Once you find the line with "Find the location" in the listing below, set down exactly every line from it through the line with "Locate an element on the screen.", but no pictures.

_RECORDS PROVIDED_:
====

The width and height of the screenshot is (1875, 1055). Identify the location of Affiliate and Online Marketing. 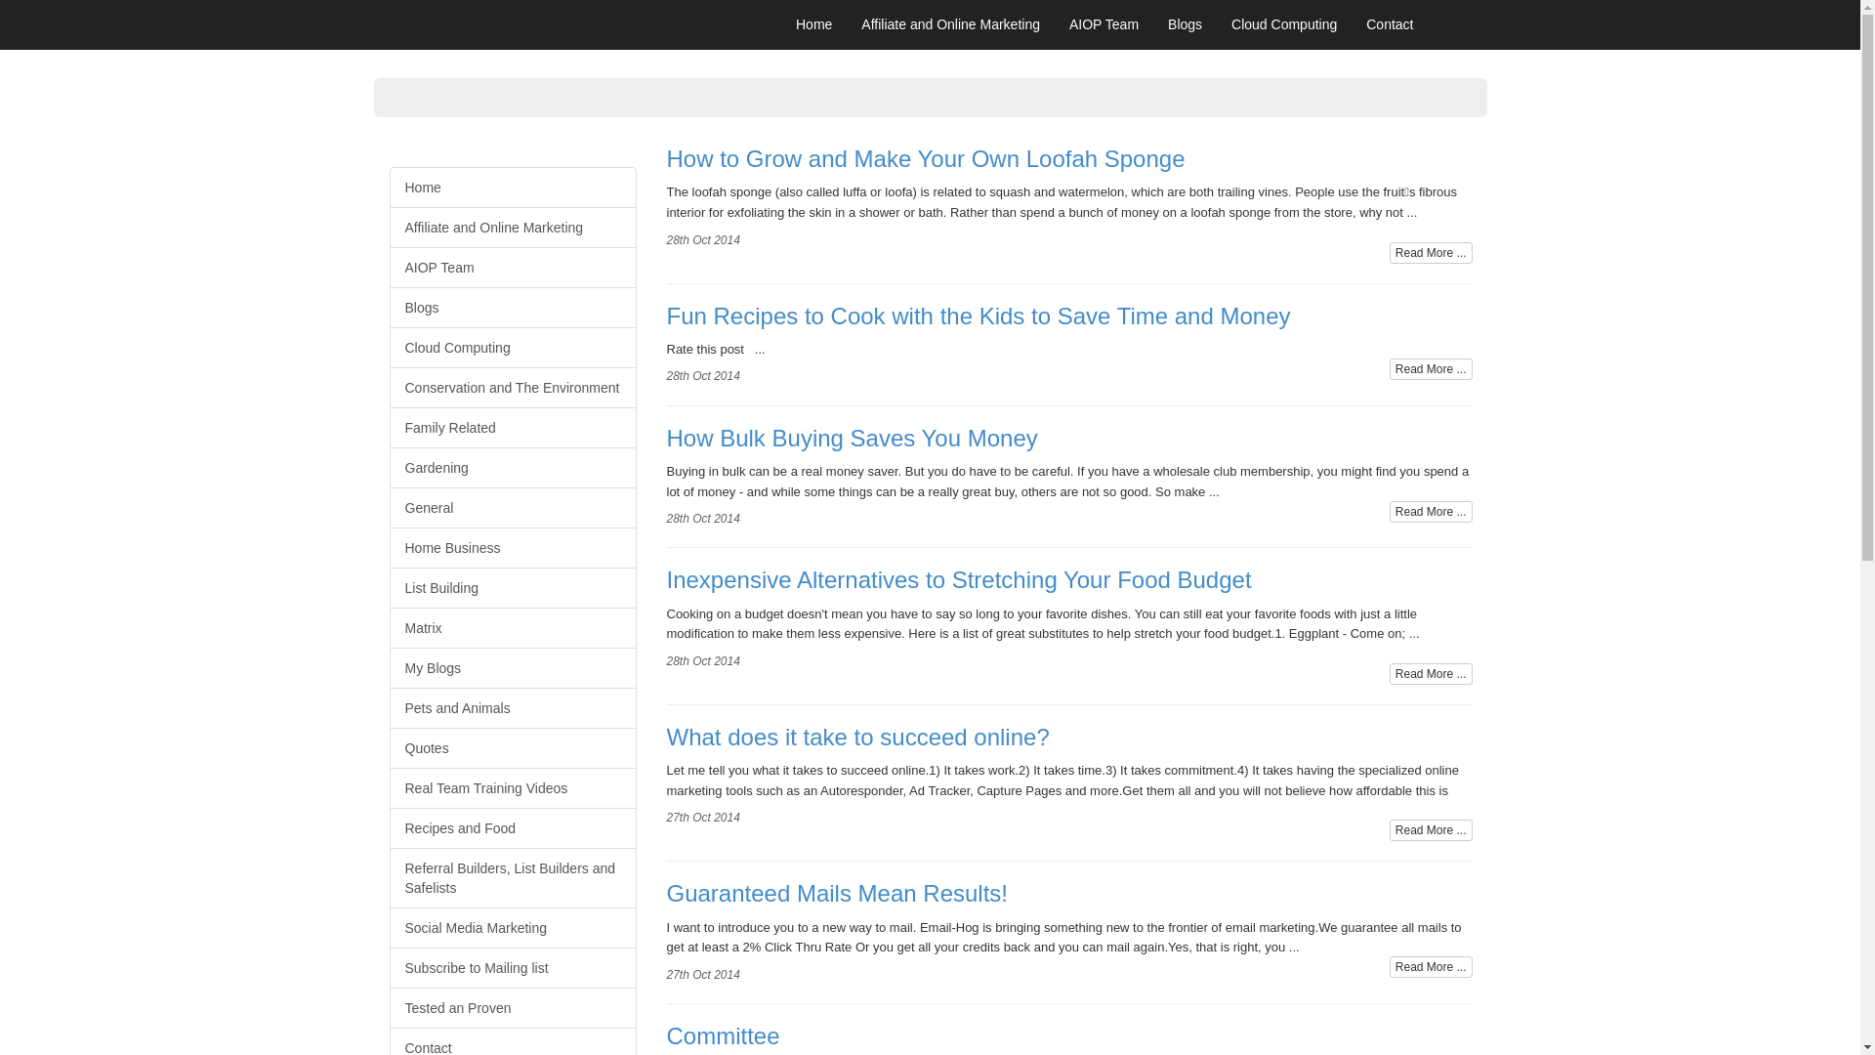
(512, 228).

====

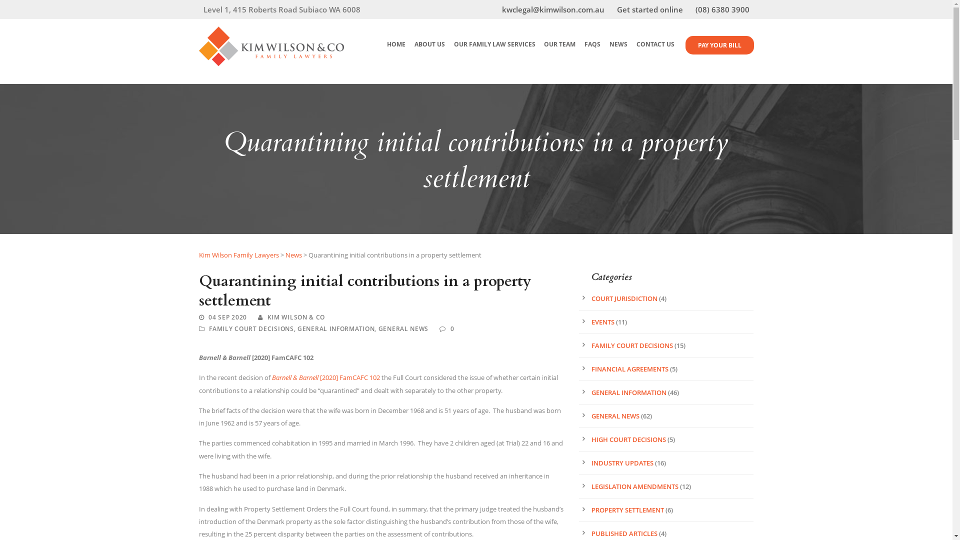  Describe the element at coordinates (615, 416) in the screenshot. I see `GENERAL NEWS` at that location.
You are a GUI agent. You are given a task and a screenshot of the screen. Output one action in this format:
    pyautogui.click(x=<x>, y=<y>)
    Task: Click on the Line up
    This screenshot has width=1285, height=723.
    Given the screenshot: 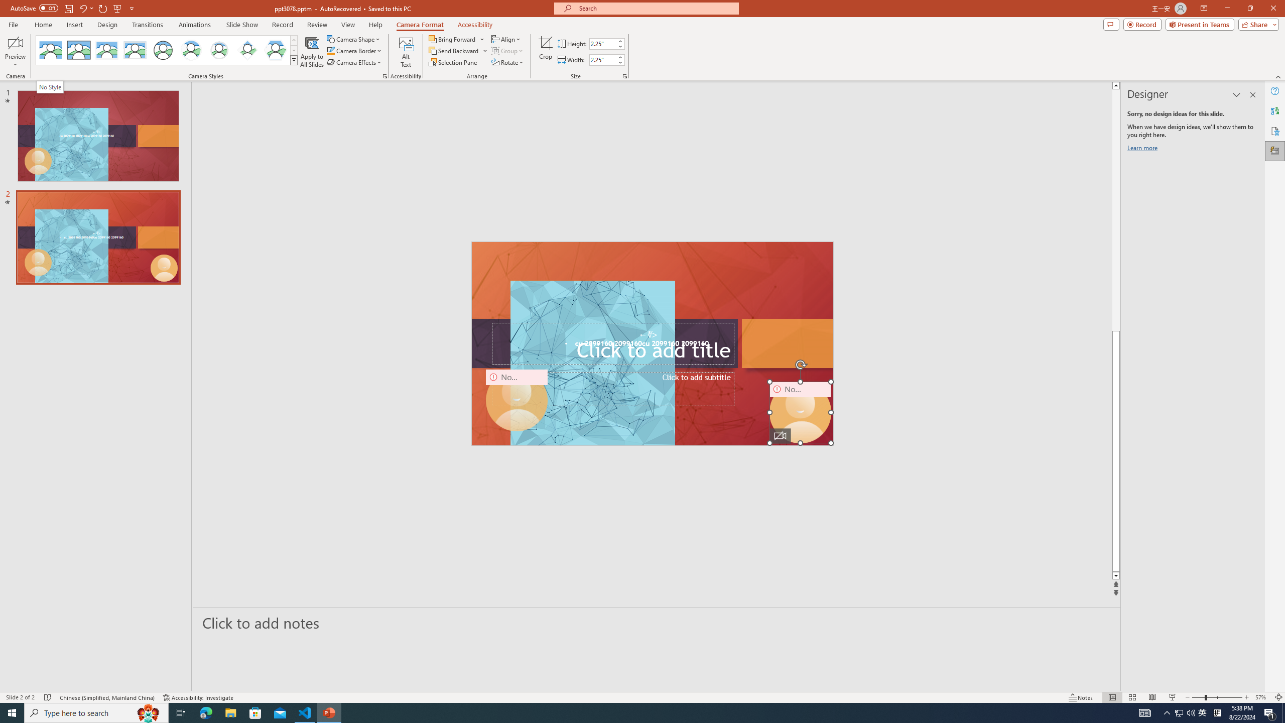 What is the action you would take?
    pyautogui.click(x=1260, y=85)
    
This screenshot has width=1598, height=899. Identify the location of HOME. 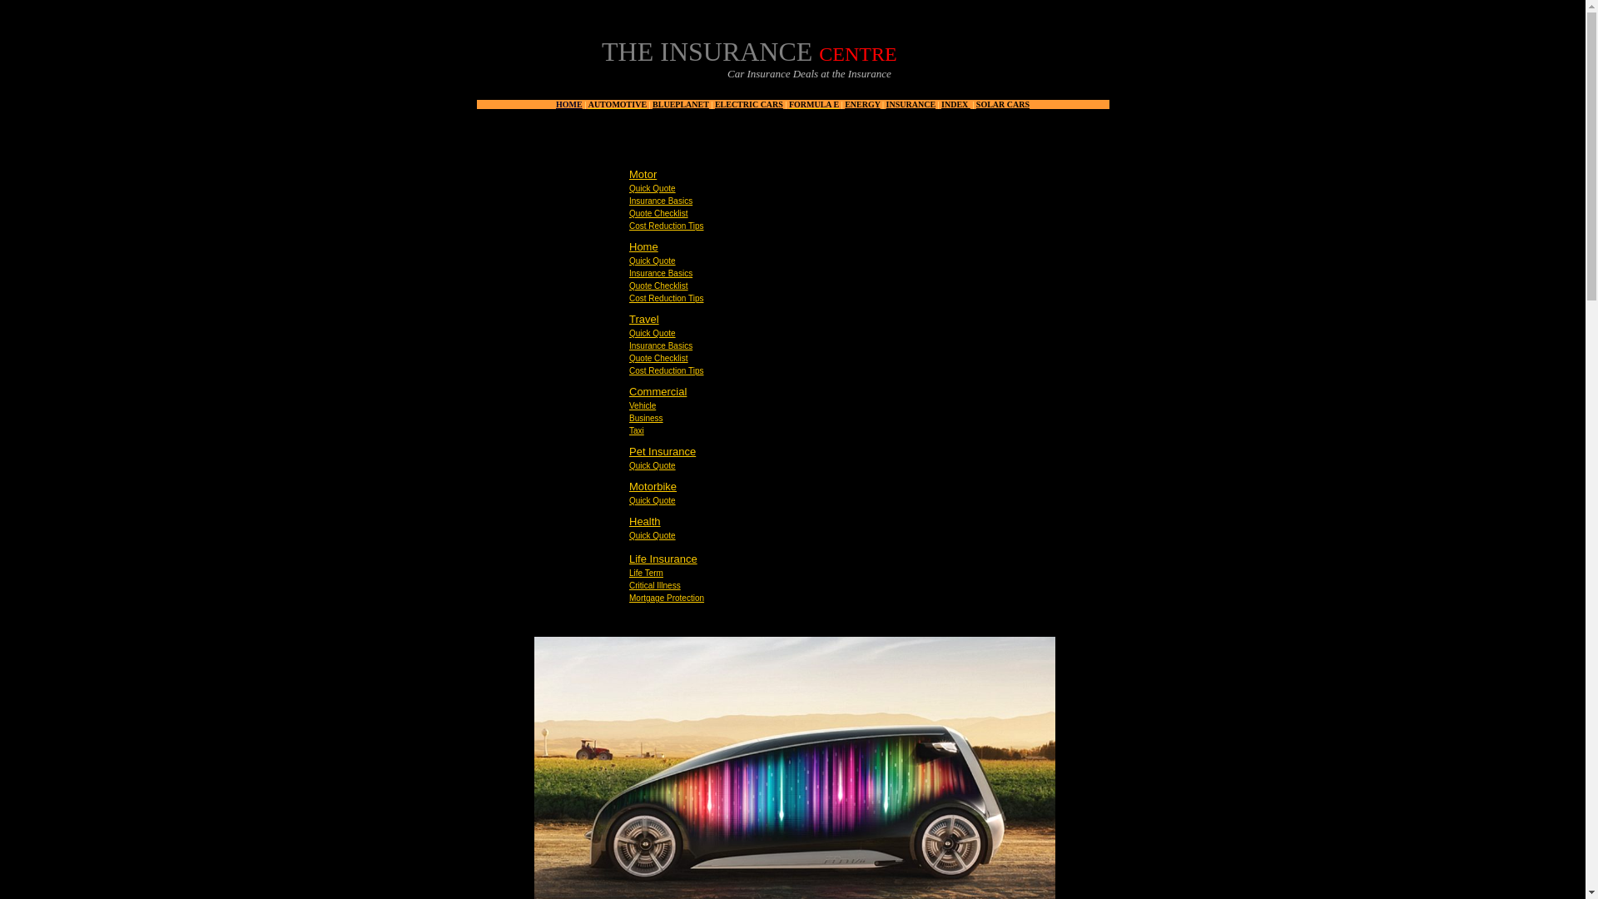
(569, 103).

====

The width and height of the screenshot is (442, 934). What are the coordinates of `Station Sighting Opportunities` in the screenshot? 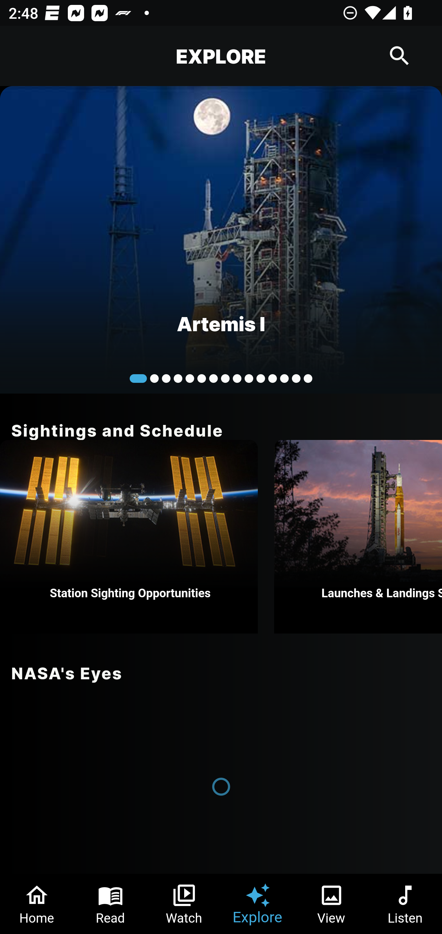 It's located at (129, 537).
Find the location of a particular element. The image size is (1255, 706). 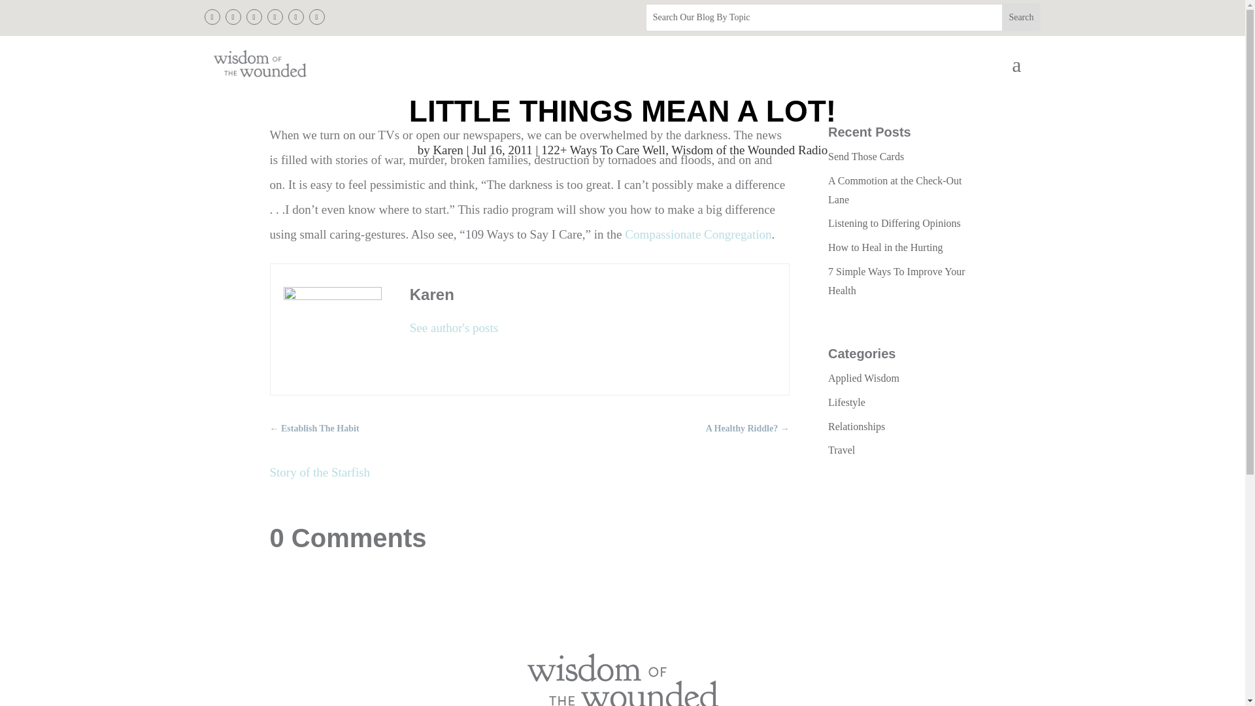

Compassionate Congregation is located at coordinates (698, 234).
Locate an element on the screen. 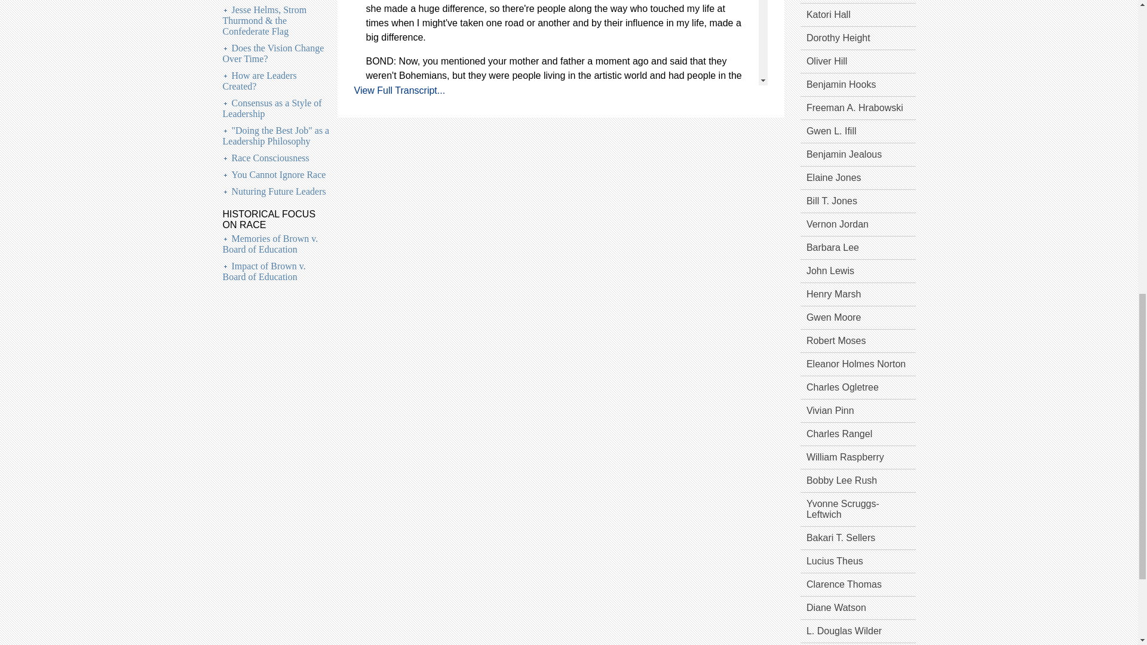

====

_TASK ANSWER_:
Find the location of a particular element. The image size is (1255, 706). 

Compassionate Congregation is located at coordinates (698, 234).
Locate an element on the screen. 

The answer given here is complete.